Helen and Fraser’s lawyer-friend arrive precisely on time and step across the blazing grass. Fraser watches them approach, reading the tightness, the grim squinting energy they hold. He sighs deeply and blanches for a second in the white daylight. “I’m ready,” he says. “Let’s talk about this. Not that any of the fuckers who have it ever do, but anyway…”

They all watch him sitting there, fresh and clean, dressed in soft comfortable clothes, with his eyes closed. They wait.

“Yes, go ahead,” he says with his eyes still closed.

Ata looks at his feet, alive again and moist in his Birkenstocks.

“Fraser, you know as hard as it is, there is a moral responsibility with HIV, with AIDS…”

“And since when am I moral?”

“… to contact those you may have exposed to…”

Fraser holds up his hand, eyes still closed. “Could someone help me to the room, please? I am not feeling well.”

Helen and Pierre take him. He asks them to drop the bamboo blinds and leave him to rest. He says he’s sorry.

* * *

“Won’t the doctors or AIDS clinic contact Fraser’s partners?” Ata asks.

Helen frowns, sitting on the edge of the bench, and Pierre spreads his fingers out on the teak tabletop. “I don’t think they do that here,” she murmurs, and Ericka, the lawyer-lady, agrees.

“They only provide testing and a little counseling. They don’t have the right to contact other people…”

Pierre looks up quickly. “They do in some countries. There should be a routine of passing on his information to the public center so they could follow up.”

“They don’t here. They used to trace but it became a mess and the policies … the confidentiality thing too, especially in such a small place.”

“Bloody human rights. I know, the U.N. caused that too but I don’t agree with it.”

“He can’t even tell his mother.” Helen shakes her head repeatedly, like Angelica’s toy dog with its spring neck. “He should … the others. Or we could do it — if he gives us the names. But he can’t even tell his mother. He’s angry.”

“He should be, at himself,” Pierre slips in, and they all stare silently at him for saying it.

Knowledge — that the lovers are entitled to — sits like a shadow over them in broad daylight. Sorrow sleeps inside. In the room just past the philodendron vine, behind the bamboo blinds.

“He needs counseling.”

“I could book two sessions a week for him,” Helen says. “But he said he doesn’t want it. I’ll try to talk to him. He might open up to me easier than a stranger. Is just denial still, right now.”

They all look at the room.

“They’re entitled to know,” Ata says. But if Fraser asks, which one of them would be prepared to break the news? To someone whom they know.

“Terence. Oh gosh, Terence.” Helen holds her head and the lawyer-friend rests a hand on the small of her back.
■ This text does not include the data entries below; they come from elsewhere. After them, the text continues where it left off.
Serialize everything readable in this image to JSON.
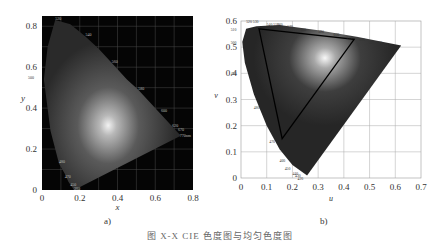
{
  "caption": "图 X-X  CIE 色度图与均匀色度图",
  "chart_data": [
    {
      "type": "scatter",
      "title": "CIE 1931 xy chromaticity diagram",
      "panel_label": "a)",
      "xlabel": "x",
      "ylabel": "y",
      "xlim": [
        0,
        0.8
      ],
      "ylim": [
        0,
        0.85
      ],
      "xticks": [
        "0",
        "0.2",
        "0.4",
        "0.6",
        "0.8"
      ],
      "yticks": [
        "0",
        "0.2",
        "0.4",
        "0.6",
        "0.8"
      ],
      "grid": true,
      "background": "#050505",
      "wavelength_labels": [
        {
          "nm": "520",
          "x": 0.07,
          "y": 0.83
        },
        {
          "nm": "540",
          "x": 0.23,
          "y": 0.75
        },
        {
          "nm": "500",
          "x": 0.01,
          "y": 0.54
        },
        {
          "nm": "560",
          "x": 0.37,
          "y": 0.62
        },
        {
          "nm": "580",
          "x": 0.51,
          "y": 0.49
        },
        {
          "nm": "600",
          "x": 0.63,
          "y": 0.38
        },
        {
          "nm": "620",
          "x": 0.69,
          "y": 0.31
        },
        {
          "nm": "670",
          "x": 0.72,
          "y": 0.29
        },
        {
          "nm": "770nm",
          "x": 0.73,
          "y": 0.26
        },
        {
          "nm": "480",
          "x": 0.09,
          "y": 0.13
        },
        {
          "nm": "470",
          "x": 0.12,
          "y": 0.06
        },
        {
          "nm": "450",
          "x": 0.15,
          "y": 0.02
        },
        {
          "nm": "380",
          "x": 0.17,
          "y": 0.0
        }
      ],
      "locus": [
        [
          0.17,
          0.0
        ],
        [
          0.14,
          0.04
        ],
        [
          0.12,
          0.08
        ],
        [
          0.09,
          0.13
        ],
        [
          0.045,
          0.29
        ],
        [
          0.01,
          0.54
        ],
        [
          0.03,
          0.7
        ],
        [
          0.07,
          0.83
        ],
        [
          0.15,
          0.81
        ],
        [
          0.23,
          0.75
        ],
        [
          0.3,
          0.69
        ],
        [
          0.37,
          0.62
        ],
        [
          0.45,
          0.54
        ],
        [
          0.51,
          0.49
        ],
        [
          0.57,
          0.43
        ],
        [
          0.63,
          0.37
        ],
        [
          0.69,
          0.31
        ],
        [
          0.735,
          0.265
        ]
      ]
    },
    {
      "type": "scatter",
      "title": "CIE 1976 u'v' uniform chromaticity diagram",
      "panel_label": "b)",
      "xlabel": "u",
      "ylabel": "v",
      "xlim": [
        0,
        0.7
      ],
      "ylim": [
        0,
        0.6
      ],
      "xticks": [
        "0",
        "0.1",
        "0.2",
        "0.3",
        "0.4",
        "0.5",
        "0.6",
        "0.7"
      ],
      "yticks": [
        "0",
        "0.1",
        "0.2",
        "0.3",
        "0.4",
        "0.5",
        "0.6"
      ],
      "grid": true,
      "background": "#ffffff",
      "wavelength_labels": [
        {
          "nm": "520 530",
          "u": 0.02,
          "v": 0.6
        },
        {
          "nm": "540 550",
          "u": 0.1,
          "v": 0.59
        },
        {
          "nm": "560",
          "u": 0.14,
          "v": 0.59
        },
        {
          "nm": "570",
          "u": 0.18,
          "v": 0.58
        },
        {
          "nm": "580",
          "u": 0.23,
          "v": 0.57
        },
        {
          "nm": "590",
          "u": 0.3,
          "v": 0.56
        },
        {
          "nm": "600",
          "u": 0.36,
          "v": 0.55
        },
        {
          "nm": "610",
          "u": 0.41,
          "v": 0.54
        },
        {
          "nm": "620",
          "u": 0.46,
          "v": 0.53
        },
        {
          "nm": "630 640",
          "u": 0.5,
          "v": 0.52
        },
        {
          "nm": "650",
          "u": 0.55,
          "v": 0.51
        },
        {
          "nm": "510",
          "u": -0.04,
          "v": 0.57
        },
        {
          "nm": "500",
          "u": -0.04,
          "v": 0.52
        },
        {
          "nm": "490",
          "u": -0.04,
          "v": 0.4
        },
        {
          "nm": "480",
          "u": 0.05,
          "v": 0.27
        },
        {
          "nm": "470",
          "u": 0.11,
          "v": 0.14
        },
        {
          "nm": "460",
          "u": 0.15,
          "v": 0.07
        },
        {
          "nm": "450",
          "u": 0.17,
          "v": 0.04
        },
        {
          "nm": "440",
          "u": 0.2,
          "v": 0.02
        },
        {
          "nm": "430",
          "u": 0.21,
          "v": 0.01
        },
        {
          "nm": "420",
          "u": 0.22,
          "v": 0.0
        }
      ],
      "locus": [
        [
          0.257,
          0.01
        ],
        [
          0.2,
          0.05
        ],
        [
          0.15,
          0.11
        ],
        [
          0.1,
          0.2
        ],
        [
          0.05,
          0.32
        ],
        [
          0.015,
          0.44
        ],
        [
          0.005,
          0.52
        ],
        [
          0.02,
          0.57
        ],
        [
          0.06,
          0.58
        ],
        [
          0.15,
          0.585
        ],
        [
          0.3,
          0.565
        ],
        [
          0.45,
          0.54
        ],
        [
          0.623,
          0.506
        ]
      ],
      "gamut_triangle": [
        [
          0.07,
          0.57
        ],
        [
          0.44,
          0.53
        ],
        [
          0.16,
          0.15
        ]
      ]
    }
  ]
}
“You remember him from your birthday, don’t you?” Ata asks Pierre. She watches his face go back and escapes with him to that night. Pierre with his haircut fresh from London, clucking and blushing. She couldn’t kiss him hard enough. Dinner out by this pool, with flambeaux waving lights around them. Thomas had filled beer bottles with kerosene, stuffed rag-wicks in, and stuck them in bamboo poles, fixed all fifty upright. Fraser had sent Vernon and all afternoon he was busy helping, rushing around the Savannah many times, to deliver fifty full balloons — cussing how they flying out escaping, excited with the silliness of it all. They cut the cake like it was their wedding. Fraser and Terence approving and solemn on the side, happy for them and slightly sad about something.

Just from sharing a few moments with Fraser and Terence, Ata could see how irresistible Terence’s intelligence made him. He charmed his students with his professor-knowledge of Caribbean history and literature, as well as current music and film. He was creating an archive, spending his own money on first-edition books and tapes, videos and photos, which others had overlooked. He inspired his students with politics and theory from ancient to first world, to third world. And from the genuine timbre of his voice, and the care with which he chose his words and spoke, Ata sensed he charmed women easily as well. He never overdoes the flirting, Fraser swore — he is so decent, he deserves a perfect life.